Arrivée dun train à La Ciotat, L
Category: Short
All Genres: Short, Documentary
Release Year: 1896
Country: France
Runtime: 1
Rating: 6.7 (0)
Languages: English
Director: Auguste LumièreLouis Lumière Sound: Silent
Taglines: M*G*Ms successor to "THE GREAT ZIEGFELD"Screens most amazing SPECTACLE7 new COLE PORTER Song Hits Writing by: Gavin Scott - writer
Produced by: Ursula Adeane - associate producer
Dale G. Bradley - producer
Grant Bradley - producer
Carlo Dusi - producer
Jozsef Fityus - producer
Mark Huljich - executive producer
Steven Paul - executive producer
Cassandra Sigsgaard - line producer: UK
Cast: Beth Allen - Ellie
Frank Brown - Terry
John Callen - Conrad
Jack Hurst - Tyler
Joseph Moore - Brandon
Adele Pascoe - Jessica
Randy Quaid - Captain Flint
Sasha Tilley - Miranda
Nicko Vella - Charlie
Devon Wood - Barbara
Music: James Hall Bruce Lynch Official Website: Visit WebsitePlot Outline: Another of the Lumiere Brothers one-shot films, this time showing a steam train arriving at a station...
Plot: Another of the Lumiere Brothers one-shot films, this time showing a steam train arriving at a station and moving towards the camera It has passed into film folklore for the incident that occurred at its world premiere, when the audience, unfamiliar with the cinema thought the train was really coming right at them, and panicked!
Crazy Credits: We know about 1 Crazy Credits. One of them reads:
During the finishing credits, the film itself is suggested to be sold on a fleamarket as "re-usable" videotape (the film is shot on video, supposedly the handycam of one of the main characters).
Goofs: We know about 5 goofs. Here comes one of them:
Continuity: When Nora and Jenny visit the submarine and are talking to Gunny Sacks and Tex Baker, the same ship can be seen passing at least two times.
Trivia: There are 3 entries in the trivia list - like these:
- Though most of the Lumi?res films employed their own employees/family, this one was the arrival of a train full of strangers.
- Generally considered to be the first motion picture in modern history (although more an experiment from the Lumi?re brothers to use their invention of film, it shows a train arriving at a passenger station... and thats it).
- Film historians agree that the first public exhibition of motion pictures occurred on 28th December 1895 when Auguste Lumière and Louis Lumière (the Lumi?re Brothers) exhibited a selection of ten of their single-reel films to a paying audience at a Parisian caf?. Popular legend has it that, when this film was shown, the first-night audience fled the caf? in terror, fearing being run over by the "approaching" train. This legend has since been identified as promotional embellishment, though there is evidence to suggest that people were astounded at the capabilities of the Lumi?res cin?matographe.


Problem statement: From the line containing "pixels, height=394 pixels." down to the line containing "What do you see at coordinates (666, 372)" in the records below, reproduce every line exactly, ends included, and omit all others.

[Stored items]
'''

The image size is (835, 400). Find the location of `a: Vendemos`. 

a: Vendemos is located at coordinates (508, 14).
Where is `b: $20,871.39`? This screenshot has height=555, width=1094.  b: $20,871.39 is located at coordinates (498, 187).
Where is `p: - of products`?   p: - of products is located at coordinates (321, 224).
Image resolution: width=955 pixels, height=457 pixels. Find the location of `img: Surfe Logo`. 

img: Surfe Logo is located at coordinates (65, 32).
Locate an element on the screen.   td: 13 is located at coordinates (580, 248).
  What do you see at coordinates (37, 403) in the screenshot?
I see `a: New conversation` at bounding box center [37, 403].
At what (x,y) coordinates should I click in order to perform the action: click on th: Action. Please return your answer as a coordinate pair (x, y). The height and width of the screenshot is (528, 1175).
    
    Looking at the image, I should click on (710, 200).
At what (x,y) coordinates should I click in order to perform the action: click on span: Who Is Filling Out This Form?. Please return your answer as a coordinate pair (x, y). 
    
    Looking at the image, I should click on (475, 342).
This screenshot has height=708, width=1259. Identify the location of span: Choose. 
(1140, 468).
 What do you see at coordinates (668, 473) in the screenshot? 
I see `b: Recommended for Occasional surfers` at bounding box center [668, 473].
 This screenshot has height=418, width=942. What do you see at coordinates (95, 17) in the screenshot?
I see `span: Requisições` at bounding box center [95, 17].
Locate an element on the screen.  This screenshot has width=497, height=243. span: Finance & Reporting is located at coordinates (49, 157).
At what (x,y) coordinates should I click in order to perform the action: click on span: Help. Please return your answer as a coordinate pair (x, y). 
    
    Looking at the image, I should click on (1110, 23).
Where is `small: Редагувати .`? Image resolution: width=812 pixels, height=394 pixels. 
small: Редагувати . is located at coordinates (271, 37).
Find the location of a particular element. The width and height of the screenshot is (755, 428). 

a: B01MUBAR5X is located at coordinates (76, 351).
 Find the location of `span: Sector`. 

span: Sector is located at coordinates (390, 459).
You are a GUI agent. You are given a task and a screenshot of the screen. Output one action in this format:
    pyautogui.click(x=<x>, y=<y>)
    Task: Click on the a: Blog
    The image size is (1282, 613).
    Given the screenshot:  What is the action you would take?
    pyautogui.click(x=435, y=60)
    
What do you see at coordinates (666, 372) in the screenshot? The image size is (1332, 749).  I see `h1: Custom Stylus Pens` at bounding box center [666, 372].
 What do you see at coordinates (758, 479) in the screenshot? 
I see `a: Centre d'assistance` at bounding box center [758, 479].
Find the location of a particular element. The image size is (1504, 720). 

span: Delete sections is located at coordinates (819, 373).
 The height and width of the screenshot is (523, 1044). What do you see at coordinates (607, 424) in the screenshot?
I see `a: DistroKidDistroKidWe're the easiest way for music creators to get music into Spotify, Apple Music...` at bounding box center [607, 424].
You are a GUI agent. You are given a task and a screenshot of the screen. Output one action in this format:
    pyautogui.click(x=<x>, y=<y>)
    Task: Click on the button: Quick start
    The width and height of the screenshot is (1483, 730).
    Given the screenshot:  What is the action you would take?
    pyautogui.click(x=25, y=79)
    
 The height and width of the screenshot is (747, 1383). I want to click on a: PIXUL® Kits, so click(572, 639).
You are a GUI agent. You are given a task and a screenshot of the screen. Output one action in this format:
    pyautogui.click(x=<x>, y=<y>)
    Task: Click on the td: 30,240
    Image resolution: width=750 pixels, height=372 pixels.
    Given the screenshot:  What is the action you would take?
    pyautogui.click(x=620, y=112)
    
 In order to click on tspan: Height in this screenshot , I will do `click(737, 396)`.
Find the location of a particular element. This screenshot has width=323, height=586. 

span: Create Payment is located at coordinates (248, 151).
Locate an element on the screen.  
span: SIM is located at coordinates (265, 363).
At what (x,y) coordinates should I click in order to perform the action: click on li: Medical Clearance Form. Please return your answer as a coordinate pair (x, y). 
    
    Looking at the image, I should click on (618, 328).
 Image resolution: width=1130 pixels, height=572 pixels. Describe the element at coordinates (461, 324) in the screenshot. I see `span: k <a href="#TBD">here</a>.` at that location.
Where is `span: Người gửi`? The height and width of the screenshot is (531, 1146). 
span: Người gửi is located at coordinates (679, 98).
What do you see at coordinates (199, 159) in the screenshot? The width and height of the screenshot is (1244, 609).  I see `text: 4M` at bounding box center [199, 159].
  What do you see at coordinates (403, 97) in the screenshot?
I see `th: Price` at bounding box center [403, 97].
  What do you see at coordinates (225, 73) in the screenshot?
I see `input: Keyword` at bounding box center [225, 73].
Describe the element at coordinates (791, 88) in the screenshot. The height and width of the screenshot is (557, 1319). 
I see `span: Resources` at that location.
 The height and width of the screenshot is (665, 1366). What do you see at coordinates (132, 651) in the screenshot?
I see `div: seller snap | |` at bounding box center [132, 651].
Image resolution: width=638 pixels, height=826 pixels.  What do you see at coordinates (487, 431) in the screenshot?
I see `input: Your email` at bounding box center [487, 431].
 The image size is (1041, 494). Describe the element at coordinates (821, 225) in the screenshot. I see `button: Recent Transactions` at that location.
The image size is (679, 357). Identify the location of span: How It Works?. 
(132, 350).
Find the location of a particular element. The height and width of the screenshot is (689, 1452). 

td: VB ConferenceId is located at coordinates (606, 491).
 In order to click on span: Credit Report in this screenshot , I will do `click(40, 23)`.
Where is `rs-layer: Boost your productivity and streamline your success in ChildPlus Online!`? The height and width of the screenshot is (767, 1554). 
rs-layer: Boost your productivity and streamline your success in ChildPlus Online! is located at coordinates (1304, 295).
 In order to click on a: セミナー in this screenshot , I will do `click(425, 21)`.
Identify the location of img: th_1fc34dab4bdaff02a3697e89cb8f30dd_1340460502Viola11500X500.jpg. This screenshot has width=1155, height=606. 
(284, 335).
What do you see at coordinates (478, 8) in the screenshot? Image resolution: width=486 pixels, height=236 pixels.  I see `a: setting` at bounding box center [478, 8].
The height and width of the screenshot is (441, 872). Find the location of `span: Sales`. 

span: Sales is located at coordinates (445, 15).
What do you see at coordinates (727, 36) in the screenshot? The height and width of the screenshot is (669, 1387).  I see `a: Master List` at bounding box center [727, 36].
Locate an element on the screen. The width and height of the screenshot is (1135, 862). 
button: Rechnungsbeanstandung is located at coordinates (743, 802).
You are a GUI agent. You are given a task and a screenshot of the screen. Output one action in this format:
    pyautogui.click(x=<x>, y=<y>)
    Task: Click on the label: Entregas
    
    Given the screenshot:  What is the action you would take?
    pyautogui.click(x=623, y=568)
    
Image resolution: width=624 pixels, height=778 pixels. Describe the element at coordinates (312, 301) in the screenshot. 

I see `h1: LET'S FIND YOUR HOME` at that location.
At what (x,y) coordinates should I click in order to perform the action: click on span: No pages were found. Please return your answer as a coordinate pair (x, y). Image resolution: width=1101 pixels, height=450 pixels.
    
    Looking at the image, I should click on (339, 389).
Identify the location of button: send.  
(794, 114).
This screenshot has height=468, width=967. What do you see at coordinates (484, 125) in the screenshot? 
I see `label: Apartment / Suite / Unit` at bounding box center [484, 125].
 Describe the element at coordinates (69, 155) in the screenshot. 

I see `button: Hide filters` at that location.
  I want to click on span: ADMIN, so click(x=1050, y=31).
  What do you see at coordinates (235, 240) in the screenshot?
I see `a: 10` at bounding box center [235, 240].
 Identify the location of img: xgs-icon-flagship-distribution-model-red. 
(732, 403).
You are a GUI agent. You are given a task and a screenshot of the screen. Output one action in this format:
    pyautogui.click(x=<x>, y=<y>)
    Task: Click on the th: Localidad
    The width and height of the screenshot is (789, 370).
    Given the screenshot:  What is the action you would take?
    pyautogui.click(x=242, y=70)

'''

Answer for this exercise:
Where is `small: Редагувати .`? Image resolution: width=812 pixels, height=394 pixels. 
small: Редагувати . is located at coordinates (271, 37).
Find the location of a particular element. The width and height of the screenshot is (755, 428). 

a: B01MUBAR5X is located at coordinates (76, 351).
 Find the location of `span: Sector`. 

span: Sector is located at coordinates (390, 459).
You are a GUI agent. You are given a task and a screenshot of the screen. Output one action in this format:
    pyautogui.click(x=<x>, y=<y>)
    Task: Click on the a: Blog
    The image size is (1282, 613).
    Given the screenshot:  What is the action you would take?
    pyautogui.click(x=435, y=60)
    
What do you see at coordinates (666, 372) in the screenshot? The image size is (1332, 749).  I see `h1: Custom Stylus Pens` at bounding box center [666, 372].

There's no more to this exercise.